D•blog
"Weekend for Women" sold out, but you can still wait-list yourself
My hat's off to Brandy Barnes, founder of DiabetesSisters, for putting together "Weekend for Women," the first event solely for women with diabetes -- and selling out. Bravo! TCOYD (Taking Care of Your Diabetes) partners with DiabetesSisters to bring this dynamite-sounding weekend to us at an incredibly affordable price. You can still add yourself to the wait-list should a spot open, or send an email to info@diabetessisters.org to receive information about their next conference.
"Weekend for Women" is an educational event on topics strictly of interest to us girls, such as pregnancy, body image, new equipment and medication, nutrition and mental and spiritual health. The conference begins on May 22nd, a Saturday evening, with dinner and a relaxation treatment and Sunday features speakers like exercise physiologist, Sheri Colberg, and women sharing their inspiring success stories of living with diabetes.
So, while I've been luxuriating in not heading to the airport since returning from the U.K. a few weeks ago, I am really looking forward to heading for the airport for this and spending time with my diabetes sisters in Raleigh shortly.
Guest blogging at sixuntilme
I've just had the opportunity to guest blog over at sixuntilme for Kerri Sparling while she's awaiting the arrival of a new family member.
I've long admired Kerri's blog so catch my story about how non-diabetics' blood sugar isn't as perfect as we think, and enjoy her witty and charming blog.
Is diabetes worth all the work? Wait 'till you hurt your foot.
If you’ve followed this blog for a while you know I’ve had a bunch of minor injuries over the last year or so. Ankle tendonitis, wrist tendonitis and recently a stupid fractured toe.
Someone was handing me a bottle, I didn’t realize it, they let go of it and bam, it landed right on my toe. My foot took all the impact so when the bottle rolled off it and onto the wooden floor, it didn’t even break!

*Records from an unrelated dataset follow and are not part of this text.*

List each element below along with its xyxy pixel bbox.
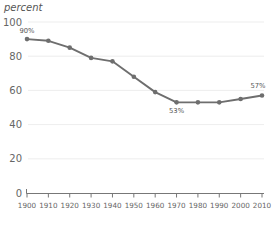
data-point-marker <box>217 100 222 105</box>
data-point-marker <box>153 90 158 95</box>
data-point-annotation: 90% <box>19 27 35 35</box>
y-axis-tick-label: 0 <box>16 188 22 199</box>
data-point-marker <box>196 100 201 105</box>
data-point-marker <box>238 97 243 102</box>
chart-container: percent 020406080100 1900191019201930194… <box>0 0 273 225</box>
data-point-marker <box>25 37 30 42</box>
x-axis-tick-label: 1940 <box>103 201 122 210</box>
x-axis-tick-label: 1980 <box>189 201 208 210</box>
x-axis-tick-label: 1970 <box>167 201 186 210</box>
x-axis-tick-label: 2000 <box>231 201 250 210</box>
data-point-marker <box>174 100 179 105</box>
data-point-marker <box>132 74 137 79</box>
y-axis-tick-label: 60 <box>9 85 22 96</box>
x-axis-tick-label: 1930 <box>82 201 101 210</box>
y-axis-tick-label: 80 <box>9 51 22 62</box>
line-chart: percent 020406080100 1900191019201930194… <box>0 0 273 225</box>
x-axis-tick-label: 1990 <box>210 201 229 210</box>
data-point-marker <box>67 45 72 50</box>
data-point-marker <box>89 56 94 61</box>
data-point-marker <box>46 39 51 44</box>
x-axis-tick-label: 1910 <box>39 201 58 210</box>
x-axis-tick-label: 1900 <box>18 201 37 210</box>
y-axis-tick-label: 20 <box>9 153 22 164</box>
chart-background <box>0 0 273 225</box>
data-point-annotation: 57% <box>250 82 266 90</box>
x-axis-tick-label: 1950 <box>125 201 144 210</box>
y-axis-tick-label: 40 <box>9 119 22 130</box>
data-point-annotation: 53% <box>169 107 185 115</box>
x-axis-tick-label: 1920 <box>61 201 80 210</box>
data-point-marker <box>260 93 265 98</box>
data-point-marker <box>110 59 115 64</box>
x-axis-tick-label: 2010 <box>253 201 272 210</box>
y-axis-title: percent <box>3 2 44 13</box>
x-axis-tick-label: 1960 <box>146 201 165 210</box>
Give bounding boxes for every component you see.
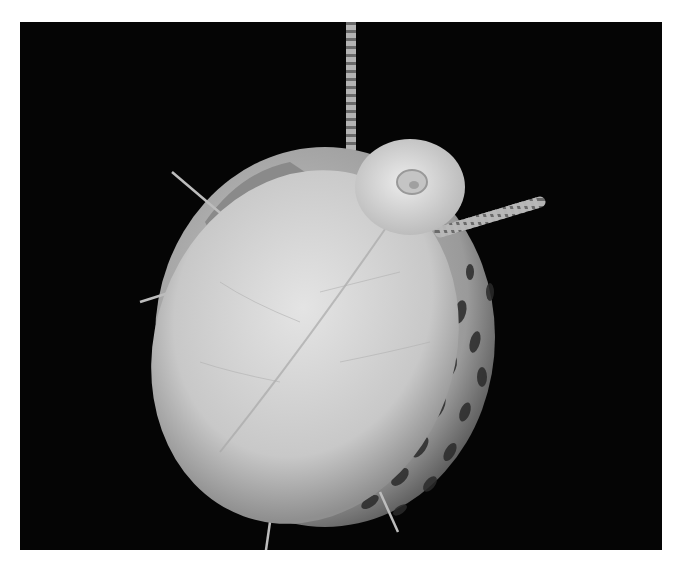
photo-frame: [20, 22, 662, 550]
top-tentacle: [346, 22, 356, 167]
snail-photo: [20, 22, 662, 550]
snail-head: [355, 139, 465, 235]
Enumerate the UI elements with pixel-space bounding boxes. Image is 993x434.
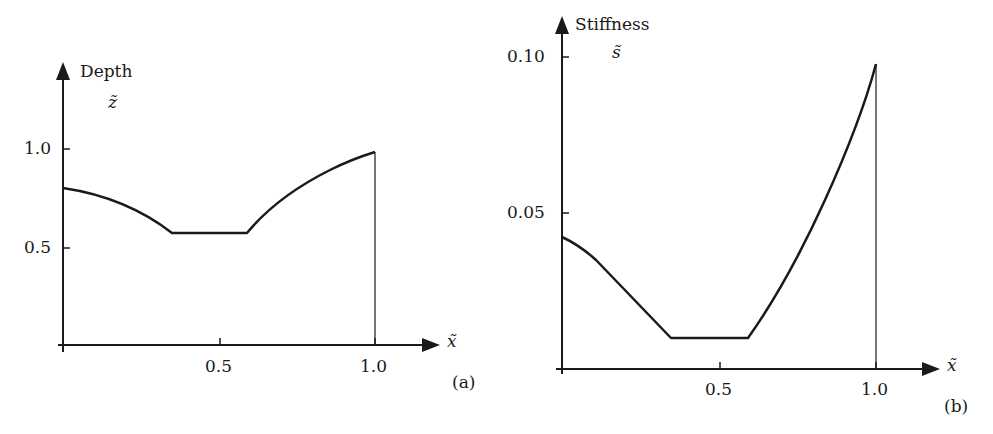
chart-b-panel-label: (b) — [944, 396, 968, 416]
chart-a-ytick-label-lo: 0.5 — [24, 237, 51, 257]
chart-b-xlabel-symbol: x̃ — [947, 355, 957, 375]
chart-b-ylabel-symbol: s̃ — [612, 42, 621, 62]
chart-b-ytick-label-lo: 0.05 — [507, 202, 545, 222]
chart-a-xlabel-symbol: x̃ — [447, 331, 457, 351]
chart-b-stiffness-curve — [562, 64, 876, 338]
chart-b-x-axis-arrow-icon — [922, 362, 940, 376]
chart-a-ytick-label-hi: 1.0 — [24, 138, 51, 158]
chart-b-xtick-label-mid: 0.5 — [705, 379, 732, 399]
chart-a-x-axis-arrow-icon — [422, 338, 440, 352]
chart-b-ylabel: Stiffness — [575, 14, 649, 34]
chart-a-ylabel-symbol: z̃ — [108, 92, 117, 112]
chart-a-ylabel: Depth — [80, 61, 132, 81]
chart-b-xtick-label-hi: 1.0 — [861, 379, 888, 399]
chart-a-xtick-label-mid: 0.5 — [205, 356, 232, 376]
chart-b — [555, 16, 940, 376]
figure: Depth z̃ 1.0 0.5 0.5 1.0 x̃ (a) Stiffnes… — [0, 0, 993, 434]
chart-a-panel-label: (a) — [452, 372, 475, 392]
chart-b-y-axis-arrow-icon — [555, 16, 569, 34]
chart-a-y-axis-arrow-icon — [56, 62, 70, 80]
chart-b-ytick-label-hi: 0.10 — [507, 46, 545, 66]
plot-canvas — [0, 0, 993, 434]
chart-a-xtick-label-hi: 1.0 — [360, 356, 387, 376]
chart-a-depth-curve — [63, 152, 375, 233]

My foot is now in this lovely surgical shoe. Truth be told, I could open a lending library of medical braces.
A diabetes fable
Once upon a time a scientist who was enthralled with the exotic emperor moth, (because their wings are as beautiful as butterflies), found a caterpillar ready to spin its cocoon. He gently cupped the caterpillar and took it back to his laboratory. He placed the caterpillar in a glass container and watched as the caterpillar built his cocoon. The caterpillar then fell into a deep sleep. Soon this fuzzy little crawling caterpillar would become an amazingly exotic emperor moth floating in the sky.
Some months later the day came when the moth was ready to leave the cocoon. The scientist watched anxiously as the new tiny head of the moth chewed its way into the light of the laboratory. The moth struggled and struggled to escape its cocoon seemingly getting nowhere. Its body was simply too large to fit through the tiny hole it had made. The moth finally tired and laid its small head on the shell of the cocoon where it had poked out.

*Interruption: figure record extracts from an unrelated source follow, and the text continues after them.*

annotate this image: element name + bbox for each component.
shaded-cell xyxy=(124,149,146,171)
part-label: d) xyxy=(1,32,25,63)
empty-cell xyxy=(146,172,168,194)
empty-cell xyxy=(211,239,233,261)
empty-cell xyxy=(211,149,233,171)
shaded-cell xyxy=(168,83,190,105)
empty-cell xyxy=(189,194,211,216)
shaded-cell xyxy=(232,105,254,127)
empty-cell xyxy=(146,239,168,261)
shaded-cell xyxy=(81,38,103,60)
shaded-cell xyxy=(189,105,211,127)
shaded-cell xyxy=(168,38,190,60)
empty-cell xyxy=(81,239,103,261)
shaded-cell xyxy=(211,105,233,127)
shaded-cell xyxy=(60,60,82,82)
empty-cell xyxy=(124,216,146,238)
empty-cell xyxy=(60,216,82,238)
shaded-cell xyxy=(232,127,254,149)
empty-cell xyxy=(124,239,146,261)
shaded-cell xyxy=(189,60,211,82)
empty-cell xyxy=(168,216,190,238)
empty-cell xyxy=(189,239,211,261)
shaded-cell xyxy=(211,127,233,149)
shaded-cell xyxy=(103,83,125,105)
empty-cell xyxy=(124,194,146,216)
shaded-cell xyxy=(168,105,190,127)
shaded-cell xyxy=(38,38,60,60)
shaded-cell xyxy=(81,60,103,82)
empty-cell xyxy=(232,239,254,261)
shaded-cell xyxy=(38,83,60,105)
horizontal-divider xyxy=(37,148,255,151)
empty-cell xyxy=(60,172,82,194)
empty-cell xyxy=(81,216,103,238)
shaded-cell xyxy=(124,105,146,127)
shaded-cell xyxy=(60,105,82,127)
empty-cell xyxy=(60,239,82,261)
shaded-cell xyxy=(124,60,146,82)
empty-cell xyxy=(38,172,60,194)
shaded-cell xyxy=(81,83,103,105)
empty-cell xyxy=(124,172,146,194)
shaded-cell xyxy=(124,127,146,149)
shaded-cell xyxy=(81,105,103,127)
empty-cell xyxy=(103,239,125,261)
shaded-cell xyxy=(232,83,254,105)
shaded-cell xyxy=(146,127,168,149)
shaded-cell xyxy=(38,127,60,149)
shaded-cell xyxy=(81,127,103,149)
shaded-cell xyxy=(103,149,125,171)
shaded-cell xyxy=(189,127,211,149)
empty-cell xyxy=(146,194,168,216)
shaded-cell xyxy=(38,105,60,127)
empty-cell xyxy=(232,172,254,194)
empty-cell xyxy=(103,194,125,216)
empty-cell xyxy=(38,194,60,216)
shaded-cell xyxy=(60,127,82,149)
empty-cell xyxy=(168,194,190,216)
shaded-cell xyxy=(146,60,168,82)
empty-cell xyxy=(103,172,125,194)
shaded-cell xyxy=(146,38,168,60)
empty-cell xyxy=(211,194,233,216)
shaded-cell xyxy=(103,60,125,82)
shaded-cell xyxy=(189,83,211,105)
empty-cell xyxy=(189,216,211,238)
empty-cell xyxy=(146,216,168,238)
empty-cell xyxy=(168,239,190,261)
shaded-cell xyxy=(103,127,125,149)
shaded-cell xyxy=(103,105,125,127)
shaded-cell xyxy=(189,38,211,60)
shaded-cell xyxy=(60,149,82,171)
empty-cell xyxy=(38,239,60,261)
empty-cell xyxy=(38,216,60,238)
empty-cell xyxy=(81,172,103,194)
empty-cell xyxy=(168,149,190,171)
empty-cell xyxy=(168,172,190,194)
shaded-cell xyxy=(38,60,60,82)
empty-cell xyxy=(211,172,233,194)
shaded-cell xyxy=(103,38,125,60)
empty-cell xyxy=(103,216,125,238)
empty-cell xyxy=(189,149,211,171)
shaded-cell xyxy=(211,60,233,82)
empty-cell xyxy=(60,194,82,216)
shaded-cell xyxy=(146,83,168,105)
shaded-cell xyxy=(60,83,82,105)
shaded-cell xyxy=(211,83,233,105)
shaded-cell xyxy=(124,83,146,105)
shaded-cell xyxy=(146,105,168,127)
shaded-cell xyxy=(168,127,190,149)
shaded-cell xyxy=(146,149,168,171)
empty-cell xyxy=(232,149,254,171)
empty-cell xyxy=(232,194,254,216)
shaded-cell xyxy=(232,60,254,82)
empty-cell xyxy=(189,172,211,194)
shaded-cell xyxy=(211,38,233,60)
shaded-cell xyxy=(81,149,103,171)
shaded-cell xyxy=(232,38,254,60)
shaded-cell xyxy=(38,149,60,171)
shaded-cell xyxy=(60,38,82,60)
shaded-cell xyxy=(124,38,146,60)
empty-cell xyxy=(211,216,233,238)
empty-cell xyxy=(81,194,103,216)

Soon after the scientist discovered that it was precisely the moth’s struggle to escape from the cocoon that allows him to do so. His struggle forces the fluids down into the body of the emperor moth that give it its ability to fly. Furthermore, the struggle perfectly proportions the moth as it works to free itself from the cocoon. Cutting away the cocoon, as the scientist had done in an effort to help, had actually killed the moth and interrupted its natural life-cycle.
The moral of the story: Struggle is not necessarily a bad thing and often it is what helps us grow. Sometimes when you seem to be caught in a struggle, you are actually in a germination stage, like the moth transforming into something even greater.
Diabetes Reflection and Outrage
I wrote this story last year, but as Easter and Passover rolled around again, I thought it worth repeating. So much so I put it on The Huffington Post. It's not so much about the particular holiday as it is about family relations when diabetes is in the mix.
For some food and mind fodder, you may know that British rising food network chef, Jamie Oliver, has a new reality show on TV called "Food Revolution." He's trying to get healthier foods in our school cafeterias. It was quite trying with his first intervention in Appalachia's Huntington, West Virginia.
Not only were the kids clueless about what a vegetable is (and you can't blame them as they haven't hardly seen one) but the parents seemed equally ignorant, and the lunchroom school cafeteria employees indifferent to the empty calories they serve up each day. Have a read.